If it is proposed that such a gravely ill, incapacitated patient would benefit from involuntary ECT, the patient must not only have gone through the involuntary admission process, but also needs to fulfill a further set of criteria for ECT and undergo another independent medical examination by another independent psychiatrist.
Life-threatening
The vast majority of cases of depressive psychosis do not reach a level of severity that results in incapacity and a need for involuntary ECT, but for the tiny minority that does, the situation is life-threatening.
Their lack of capacity makes this group especially vulnerable: this is currently addressed through the clear articulation of a legal framework for their treatment under the Mental Health Act 2001, which also requires that the State appoint an independent legal advisor to represent each patient. If the patient lacks capacity to instruct, the legal representative is obliged to act in the best interests of the patient, not the State.
This tiny, voiceless, vulnerable group of individuals who are incapacitated by life-threatening mental illness is possibly the most misunderstood, stigmatised, neglected and forgotten minority in our entire society. Their lack of capacity places their interests and wellbeing in the hands of the State, on a temporary basis.
The desperate plight and the very existence of this minority of patients is commonly forgotten by those who are unfamiliar with the full range of psychiatric presentations in general hospitals, those who work solely with out-patient populations and those who provide treatments only to patients who fulfill certain criteria (e.g. possess capacity, or ability to pay).

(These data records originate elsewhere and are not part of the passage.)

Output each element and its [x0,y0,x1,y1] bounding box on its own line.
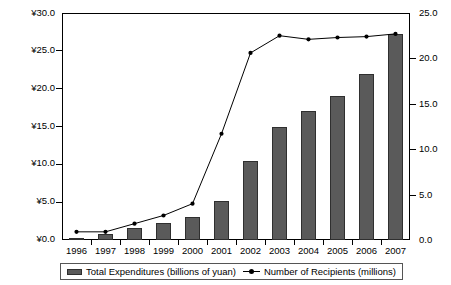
bar-1997 [98,234,113,240]
bar-1999 [156,223,171,240]
x-axis-tick [294,240,295,245]
y-right-tick-label: 10.0 [419,144,451,154]
x-axis-tick [381,240,382,245]
y-left-tick-label: ¥10.0 [3,158,55,168]
bar-2005 [330,96,345,240]
x-axis-tick [178,240,179,245]
legend-entry-expenditures: Total Expenditures (billions of yuan) [67,266,236,277]
y-left-tick-label: ¥20.0 [3,83,55,93]
y-right-tick-label: 5.0 [419,190,451,200]
y-left-tick [56,164,62,165]
x-axis-tick [265,240,266,245]
x-axis-tick [149,240,150,245]
y-right-tick-label: 0.0 [419,235,451,245]
bar-1996 [69,238,84,240]
y-right-tick-label: 20.0 [419,53,451,63]
y-left-tick-label: ¥5.0 [3,196,55,206]
bar-2007 [388,34,403,240]
y-left-tick [56,202,62,203]
y-right-tick-label: 25.0 [419,8,451,18]
y-right-tick [410,195,416,196]
x-axis-tick [207,240,208,245]
plot-area [62,13,410,240]
legend-label-recipients: Number of Recipients (millions) [264,266,396,277]
x-axis-label-2007: 2007 [376,246,416,256]
x-axis-tick [236,240,237,245]
y-right-tick [410,104,416,105]
y-right-tick [410,58,416,59]
y-left-tick [56,50,62,51]
y-left-tick-label: ¥25.0 [3,45,55,55]
bar-swatch-icon [67,269,82,275]
bar-1998 [127,228,142,240]
x-axis-tick [120,240,121,245]
x-axis-tick [91,240,92,245]
y-left-tick-label: ¥0.0 [3,234,55,244]
bar-2003 [272,127,287,240]
y-left-tick [56,126,62,127]
legend-entry-recipients: Number of Recipients (millions) [243,266,396,277]
y-right-tick-label: 15.0 [419,99,451,109]
y-left-tick-label: ¥15.0 [3,121,55,131]
bar-2004 [301,111,316,240]
x-axis-tick [323,240,324,245]
y-left-tick [56,88,62,89]
chart-legend: Total Expenditures (billions of yuan) Nu… [60,263,403,280]
bar-2000 [185,217,200,240]
line-marker-icon [243,268,260,275]
x-axis-tick [352,240,353,245]
chart-container: ¥30.0 ¥25.0 ¥20.0 ¥15.0 ¥10.0 ¥5.0 ¥0.0 … [0,0,451,285]
bar-2001 [214,201,229,240]
legend-label-expenditures: Total Expenditures (billions of yuan) [86,266,236,277]
bar-2002 [243,161,258,240]
bar-2006 [359,74,374,240]
y-right-tick [410,149,416,150]
y-left-tick-label: ¥30.0 [3,8,55,18]
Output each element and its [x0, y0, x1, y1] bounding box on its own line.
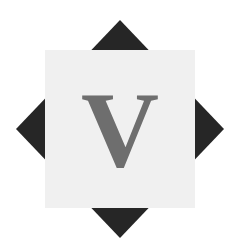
logo-svg: V	[0, 0, 238, 250]
monogram-letter: V	[81, 70, 159, 189]
logo-canvas: V	[0, 0, 238, 250]
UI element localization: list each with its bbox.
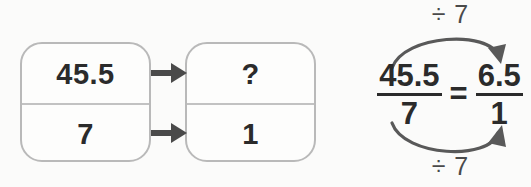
equals-sign: =: [448, 76, 470, 112]
worksheet-figure: 45.5 7 ? 1 ÷ 7 45.5 7 = 6.5 1: [0, 0, 531, 187]
fraction-right-numerator: 6.5: [476, 60, 523, 93]
ratio-box-result: ? 1: [185, 42, 316, 162]
arrow-right-icon-bottom: [150, 120, 190, 146]
ratio-box-original-bottom-value: 7: [22, 104, 149, 164]
fraction-left-numerator: 45.5: [377, 60, 441, 93]
ratio-box-result-bottom-value: 1: [187, 104, 314, 164]
ratio-box-result-top-value: ?: [187, 44, 314, 104]
ratio-box-original: 45.5 7: [20, 42, 151, 162]
ratio-box-original-top-value: 45.5: [22, 44, 149, 104]
divide-label-top: ÷ 7: [378, 0, 523, 29]
divide-label-bottom: ÷ 7: [378, 152, 523, 181]
arrow-right-icon-top: [150, 60, 190, 86]
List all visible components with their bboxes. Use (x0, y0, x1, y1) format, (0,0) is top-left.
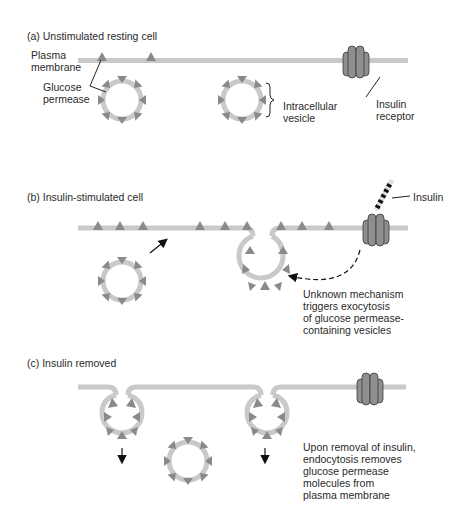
intracellular-vesicle-label: Intracellular vesicle (283, 100, 337, 124)
vesicle-icon (164, 437, 212, 485)
pointer-line (366, 77, 380, 97)
vesicle-icon (98, 257, 146, 305)
panel-c-title: (c) Insulin removed (27, 357, 116, 369)
insulin-receptor-icon (363, 214, 389, 246)
insulin-receptor-icon (357, 373, 383, 405)
exocytosis-note: Unknown mechanism triggers exocytosis of… (303, 288, 404, 336)
glucose-permease-label: Glucose permease (43, 81, 90, 105)
insulin-receptor-icon (343, 46, 369, 78)
dashed-arrow-icon (290, 250, 360, 280)
panel-a-title: (a) Unstimulated resting cell (27, 30, 157, 42)
bracket-icon (266, 83, 274, 117)
insulin-receptor-label: Insulin receptor (376, 98, 415, 122)
vesicle-icon (98, 76, 146, 124)
insulin-label: Insulin (413, 191, 443, 203)
endocytosis-note: Upon removal of insulin, endocytosis rem… (303, 441, 416, 501)
panel-a (78, 46, 408, 124)
vesicle-icon (218, 76, 266, 124)
panel-b-title: (b) Insulin-stimulated cell (27, 191, 143, 203)
arrow-icon (150, 240, 166, 253)
plasma-membrane-label: Plasma membrane (31, 49, 81, 73)
permease-icon (97, 52, 107, 61)
pointer-line (90, 60, 106, 92)
permease-icon (146, 52, 156, 61)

It is generic psychiatry services that invariably treat this minority of patients, as they present in various states of extremis and incapacity, through the emergency departments or medical wards of general hospitals, with myriad life-threatening physical complications of mental illness.
Right to life
There are currently proposals to remove the possibility of involuntary ECT for this group. This would mean that individuals who lack capacity as a result of severe mental illness would be denied access to a specific treatment procedure solely on the grounds that they are temporarily incapacitated; if they had retained capacity, the treatment would be available to them.
This appears to be simple discrimination on the basis of capacity, and may also represent a violation of article 25 of the Universal Declaration of Human Rights: the right to medical care.
Even more seriously, denying potentially life-saving treatment of last resort to certain incapacitated, gravely ill patients may also represent a violation of article 2 of the ECHR: the right to life.
Dr Brendan Kelly is a Consultant Psychiatrist at the Mater Misericordiae University Hospital and Senior Lecturer in Psychiatry at UCD
Dr. Kelly has made an important point and one that is usually absent in discussions of involuntary ECT. I too am a psychiatrist familiar with the patients whose plight Dr. Kelly draws to our attention. While the number is small this unfortunate group of individuals is often denied effective treatment. It would be a shame to enshrine that discrimination in law.
I do not have a medical or psychiatric backgroud but as a consumer of psychiatric care I am concerned about the lack of intervention that has lead to this state of incapacity in this ‘small unfortunate group’.
Is Dr Kelly arguing that where all possible mental health interventions have failed that a psychiatrist should make the final decision as to whether ECT should be used?
If I was unfortunate enough to become completely incapacitated and unable to make a decision on ECT I would rather that the decision be taken away from professionals who have failed to provide an alternative option.
Surely the challenge with the extra resources promised is to ensure that our response mental illness is sufficient at least to maintain the capacity of each individual to make their own decision.
I am concerned that inovation in the area of mental health will be of a sufficient quality to maintain capacity and provide options for all who have mental health problems.